Assemblyman Colton Says: “Waste Station Doesn’t Fit in Bensonhurst”

A Brooklyn lawmaker and his anti-waste station task force put together a map of southwest Brooklyn outlining the residential, recreational, commercial, environmental, and educational nature of the proposed southwest Brooklyn waste transfer station site.

Leading the fight against the New York City Department of Sanitation’s plan to construct and operate a waste transfer station at the former Southwest Brooklyn incinerator site, Assemblyman William Colton (D-Brooklyn) and his task force membership put together a map charting the flourishing neighborhood of Bensonhurst.

“The facts and map speak for itself,” declared Colton. “With a single flawed waste measure, the city will put in jeopardy residential complexes, senior housing, Nellie Bly Amusement Park, air quality with additional traffic, natural habitats, businesses, and even its own proposed $40 million makeover of Dreier Offerman Park,” Colton went on to say.

The Assemblyman has formed a task force in his district to stop the city’s waste plan for Bensonhurst. Taskforce co-chair Charles Ragusa, a District leader who helped put together the map, points to the evolution and renaissance of the Bensonhurst neighborhood. “This neighborhood looks nothing like what it did over 50 years ago when the city back then decided to open and operate an incinerator. This neighborhood has grown and flourished with the wonderful people who have come and invested their lives here. A waste station will turn Bensonhurst’s clock back 100 years. We have to stop it,” asserted Ragusa.

Ida Sanoff, chairperson of the Natural Resources Protection Association and a member of Colton’s task force, agrees with Ragusa’s assertion regarding the impact an operating waste station will have upon Bensonhurst. “Southwest Brooklyn has not only grown in terms of residential and recreational use, but also has evolved into an ecological and environmental playground for some of our planet’s most rarest and precious wildlife,” Sanoff said. “We have spotted federally endangered birds near the proposed site, such as the peregine falcon. We have reports of baby lobsters at the bottom of Gravesend Bay, among other precious wildlife. With dredging in Gravesend Bay, the city can set off an ecological and environmental hazard not only in Bensonhurst, but in Seagate, Coney Island, and even beyond,” warned Sanoff.

The waste transfer station proposal is part of the city’s overall solid waste management plan that has received City Council approval following a recent vote of 44 to 5. Now the plan is in the hands of the New York State Department of Environmental Conservation, which must issue a permit for each of the city’s proposed waste stations, including the controversial proposal for Southwest Brooklyn.

Assemblyman Colton has already sent a letter to the new DEC Commissioner, Pete Grannis, requesting that a public hearing be held in the adjacent community to discuss fatal flaws Colton and his task force have found in the city’s plans. Just recently, the NYC Dept. of Sanitation held an informational meeting back on April 16, in which close to 400 residents packed the Shore Parkway Jewish Center in Bensonhurst letting the city know loud and clear their strong disapproval of its plan to operate a waste station.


YOUR INSTRUCTIONS → Word for word, give the entries back.

PROVIDED ENTRIES →
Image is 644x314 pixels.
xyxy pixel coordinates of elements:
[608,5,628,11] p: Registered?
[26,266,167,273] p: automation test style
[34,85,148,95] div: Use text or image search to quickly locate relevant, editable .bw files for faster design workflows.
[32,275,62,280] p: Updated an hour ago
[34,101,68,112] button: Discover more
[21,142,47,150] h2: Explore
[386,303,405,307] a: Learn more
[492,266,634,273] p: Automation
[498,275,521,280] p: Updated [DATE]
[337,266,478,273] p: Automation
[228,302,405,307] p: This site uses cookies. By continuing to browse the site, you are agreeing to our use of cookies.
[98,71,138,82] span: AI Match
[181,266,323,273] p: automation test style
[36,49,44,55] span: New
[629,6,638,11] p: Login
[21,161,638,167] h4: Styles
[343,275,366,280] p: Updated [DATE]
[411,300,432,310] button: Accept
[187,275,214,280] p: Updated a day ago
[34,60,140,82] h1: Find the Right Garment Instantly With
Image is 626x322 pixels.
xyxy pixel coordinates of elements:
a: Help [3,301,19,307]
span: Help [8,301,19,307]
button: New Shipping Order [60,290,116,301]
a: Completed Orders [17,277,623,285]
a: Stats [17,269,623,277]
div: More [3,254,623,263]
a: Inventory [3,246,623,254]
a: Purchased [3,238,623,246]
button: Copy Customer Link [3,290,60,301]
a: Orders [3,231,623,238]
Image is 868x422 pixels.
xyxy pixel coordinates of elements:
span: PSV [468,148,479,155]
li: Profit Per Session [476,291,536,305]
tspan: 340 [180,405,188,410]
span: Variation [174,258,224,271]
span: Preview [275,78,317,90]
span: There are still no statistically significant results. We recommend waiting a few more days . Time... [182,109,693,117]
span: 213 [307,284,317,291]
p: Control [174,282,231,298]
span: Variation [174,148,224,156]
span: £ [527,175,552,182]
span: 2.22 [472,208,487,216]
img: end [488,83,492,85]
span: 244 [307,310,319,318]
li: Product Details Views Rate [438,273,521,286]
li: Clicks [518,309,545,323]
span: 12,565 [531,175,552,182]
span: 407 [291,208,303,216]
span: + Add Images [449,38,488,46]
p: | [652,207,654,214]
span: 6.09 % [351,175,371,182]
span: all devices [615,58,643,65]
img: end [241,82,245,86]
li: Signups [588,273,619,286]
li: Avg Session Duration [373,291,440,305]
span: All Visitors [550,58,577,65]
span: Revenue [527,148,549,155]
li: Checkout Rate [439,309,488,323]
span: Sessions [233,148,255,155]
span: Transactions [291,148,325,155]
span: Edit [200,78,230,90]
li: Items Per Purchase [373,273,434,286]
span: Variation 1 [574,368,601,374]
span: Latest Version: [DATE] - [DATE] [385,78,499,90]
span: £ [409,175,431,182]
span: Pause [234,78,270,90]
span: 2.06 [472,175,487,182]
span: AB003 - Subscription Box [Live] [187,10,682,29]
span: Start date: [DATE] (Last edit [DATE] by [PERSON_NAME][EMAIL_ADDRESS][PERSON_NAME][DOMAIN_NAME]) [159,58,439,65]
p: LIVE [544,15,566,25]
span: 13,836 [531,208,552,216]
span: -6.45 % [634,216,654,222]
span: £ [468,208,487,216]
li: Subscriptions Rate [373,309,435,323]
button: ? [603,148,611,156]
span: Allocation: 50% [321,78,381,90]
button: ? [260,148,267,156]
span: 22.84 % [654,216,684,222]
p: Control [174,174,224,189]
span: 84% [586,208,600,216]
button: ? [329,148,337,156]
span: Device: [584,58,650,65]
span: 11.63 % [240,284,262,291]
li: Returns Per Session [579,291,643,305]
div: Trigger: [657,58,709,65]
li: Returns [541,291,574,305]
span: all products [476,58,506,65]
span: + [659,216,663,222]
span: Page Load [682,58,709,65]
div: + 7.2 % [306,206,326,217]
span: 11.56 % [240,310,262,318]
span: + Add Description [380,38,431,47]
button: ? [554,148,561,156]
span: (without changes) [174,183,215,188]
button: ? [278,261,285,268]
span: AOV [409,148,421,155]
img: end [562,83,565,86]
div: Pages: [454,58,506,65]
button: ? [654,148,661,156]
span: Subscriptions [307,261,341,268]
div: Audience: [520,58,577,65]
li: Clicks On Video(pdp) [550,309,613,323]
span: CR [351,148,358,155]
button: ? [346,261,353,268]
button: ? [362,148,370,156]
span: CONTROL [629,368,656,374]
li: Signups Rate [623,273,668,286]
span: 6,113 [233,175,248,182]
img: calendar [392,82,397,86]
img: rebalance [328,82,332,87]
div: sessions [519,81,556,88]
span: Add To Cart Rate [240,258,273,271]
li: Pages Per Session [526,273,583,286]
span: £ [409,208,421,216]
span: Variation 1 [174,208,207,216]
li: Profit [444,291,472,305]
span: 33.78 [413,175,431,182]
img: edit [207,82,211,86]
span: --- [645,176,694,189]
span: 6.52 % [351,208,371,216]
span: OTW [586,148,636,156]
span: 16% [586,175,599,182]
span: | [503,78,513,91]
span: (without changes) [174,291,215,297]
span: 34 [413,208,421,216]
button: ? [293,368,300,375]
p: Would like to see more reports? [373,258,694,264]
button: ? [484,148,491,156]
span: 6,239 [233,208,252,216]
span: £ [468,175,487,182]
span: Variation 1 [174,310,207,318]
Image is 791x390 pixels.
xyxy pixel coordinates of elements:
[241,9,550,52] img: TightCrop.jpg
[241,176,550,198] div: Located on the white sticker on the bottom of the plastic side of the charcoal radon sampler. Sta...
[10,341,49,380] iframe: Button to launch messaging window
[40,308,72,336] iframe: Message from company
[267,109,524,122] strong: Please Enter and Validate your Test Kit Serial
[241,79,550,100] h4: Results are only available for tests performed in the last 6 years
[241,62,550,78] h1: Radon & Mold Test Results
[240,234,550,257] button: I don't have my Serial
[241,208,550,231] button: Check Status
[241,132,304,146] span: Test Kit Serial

SOLUTION FOR THIS TASK →
Image is 644x314 pixels.
xyxy pixel coordinates of elements:
[608,5,628,11] p: Registered?
[26,266,167,273] p: automation test style
[34,85,148,95] div: Use text or image search to quickly locate relevant, editable .bw files for faster design workflows.
[32,275,62,280] p: Updated an hour ago
[34,101,68,112] button: Discover more
[21,142,47,150] h2: Explore
[386,303,405,307] a: Learn more
[492,266,634,273] p: Automation
[498,275,521,280] p: Updated [DATE]
[337,266,478,273] p: Automation
[228,302,405,307] p: This site uses cookies. By continuing to browse the site, you are agreeing to our use of cookies.
[98,71,138,82] span: AI Match
[181,266,323,273] p: automation test style
[36,49,44,55] span: New
[629,6,638,11] p: Login
[21,161,638,167] h4: Styles
[343,275,366,280] p: Updated [DATE]
[411,300,432,310] button: Accept
[187,275,214,280] p: Updated a day ago
[34,60,140,82] h1: Find the Right Garment Instantly With
Image is 626x322 pixels.
xyxy pixel coordinates of elements:
a: Help [3,301,19,307]
span: Help [8,301,19,307]
button: New Shipping Order [60,290,116,301]
a: Completed Orders [17,277,623,285]
a: Stats [17,269,623,277]
div: More [3,254,623,263]
a: Inventory [3,246,623,254]
a: Purchased [3,238,623,246]
button: Copy Customer Link [3,290,60,301]
a: Orders [3,231,623,238]
Image is 868x422 pixels.
xyxy pixel coordinates of elements:
span: PSV [468,148,479,155]
li: Profit Per Session [476,291,536,305]
tspan: 340 [180,405,188,410]
span: Variation [174,258,224,271]
span: Preview [275,78,317,90]
span: There are still no statistically significant results. We recommend waiting a few more days . Time... [182,109,693,117]
span: 213 [307,284,317,291]
p: Control [174,282,231,298]
span: Variation [174,148,224,156]
span: £ [527,175,552,182]
span: 2.22 [472,208,487,216]
img: end [488,83,492,85]
span: 244 [307,310,319,318]
li: Product Details Views Rate [438,273,521,286]
li: Clicks [518,309,545,323]
span: 12,565 [531,175,552,182]
span: 407 [291,208,303,216]
span: + Add Images [449,38,488,46]
p: | [652,207,654,214]
span: 6.09 % [351,175,371,182]
span: all devices [615,58,643,65]
img: end [241,82,245,86]
li: Signups [588,273,619,286]
li: Avg Session Duration [373,291,440,305]
span: All Visitors [550,58,577,65]
span: Revenue [527,148,549,155]
li: Checkout Rate [439,309,488,323]
span: Sessions [233,148,255,155]
span: Transactions [291,148,325,155]
span: Edit [200,78,230,90]
li: Items Per Purchase [373,273,434,286]
span: Variation 1 [574,368,601,374]
span: Latest Version: [DATE] - [DATE] [385,78,499,90]
span: £ [409,175,431,182]
span: Pause [234,78,270,90]
span: 2.06 [472,175,487,182]
span: AB003 - Subscription Box [Live] [187,10,682,29]
span: Start date: [DATE] (Last edit [DATE] by [PERSON_NAME][EMAIL_ADDRESS][PERSON_NAME][DOMAIN_NAME]) [159,58,439,65]
p: LIVE [544,15,566,25]
span: 13,836 [531,208,552,216]
span: -6.45 % [634,216,654,222]
span: £ [468,208,487,216]
li: Subscriptions Rate [373,309,435,323]
button: ? [603,148,611,156]
span: Allocation: 50% [321,78,381,90]
button: ? [260,148,267,156]
span: 22.84 % [654,216,684,222]
p: Control [174,174,224,189]
span: 84% [586,208,600,216]
button: ? [329,148,337,156]
span: Device: [584,58,650,65]
span: 11.63 % [240,284,262,291]
li: Returns Per Session [579,291,643,305]
div: Trigger: [657,58,709,65]
li: Returns [541,291,574,305]
span: all products [476,58,506,65]
span: + [659,216,663,222]
span: Page Load [682,58,709,65]
div: + 7.2 % [306,206,326,217]
span: 11.56 % [240,310,262,318]
span: + Add Description [380,38,431,47]
button: ? [554,148,561,156]
span: (without changes) [174,183,215,188]
button: ? [278,261,285,268]
span: AOV [409,148,421,155]
img: end [562,83,565,86]
div: Pages: [454,58,506,65]
button: ? [654,148,661,156]
span: Subscriptions [307,261,341,268]
div: Audience: [520,58,577,65]
li: Clicks On Video(pdp) [550,309,613,323]
span: CR [351,148,358,155]
button: ? [346,261,353,268]
button: ? [362,148,370,156]
span: CONTROL [629,368,656,374]
li: Signups Rate [623,273,668,286]
span: 6,113 [233,175,248,182]
img: calendar [392,82,397,86]
img: rebalance [328,82,332,87]
div: sessions [519,81,556,88]
span: Add To Cart Rate [240,258,273,271]
li: Pages Per Session [526,273,583,286]
span: £ [409,208,421,216]
span: Variation 1 [174,208,207,216]
li: Profit [444,291,472,305]
span: 33.78 [413,175,431,182]
img: edit [207,82,211,86]
span: --- [645,176,694,189]
span: 6.52 % [351,208,371,216]
span: OTW [586,148,636,156]
span: 16% [586,175,599,182]
span: | [503,78,513,91]
span: (without changes) [174,291,215,297]
span: 34 [413,208,421,216]
button: ? [293,368,300,375]
p: Would like to see more reports? [373,258,694,264]
button: ? [484,148,491,156]
span: 6,239 [233,208,252,216]
span: £ [468,175,487,182]
span: Variation 1 [174,310,207,318]
Image is 791x390 pixels.
xyxy pixel coordinates of elements:
[241,9,550,52] img: TightCrop.jpg
[241,176,550,198] div: Located on the white sticker on the bottom of the plastic side of the charcoal radon sampler. Sta...
[10,341,49,380] iframe: Button to launch messaging window
[40,308,72,336] iframe: Message from company
[267,109,524,122] strong: Please Enter and Validate your Test Kit Serial
[241,79,550,100] h4: Results are only available for tests performed in the last 6 years
[241,62,550,78] h1: Radon & Mold Test Results
[240,234,550,257] button: I don't have my Serial
[241,208,550,231] button: Check Status
[241,132,304,146] span: Test Kit Serial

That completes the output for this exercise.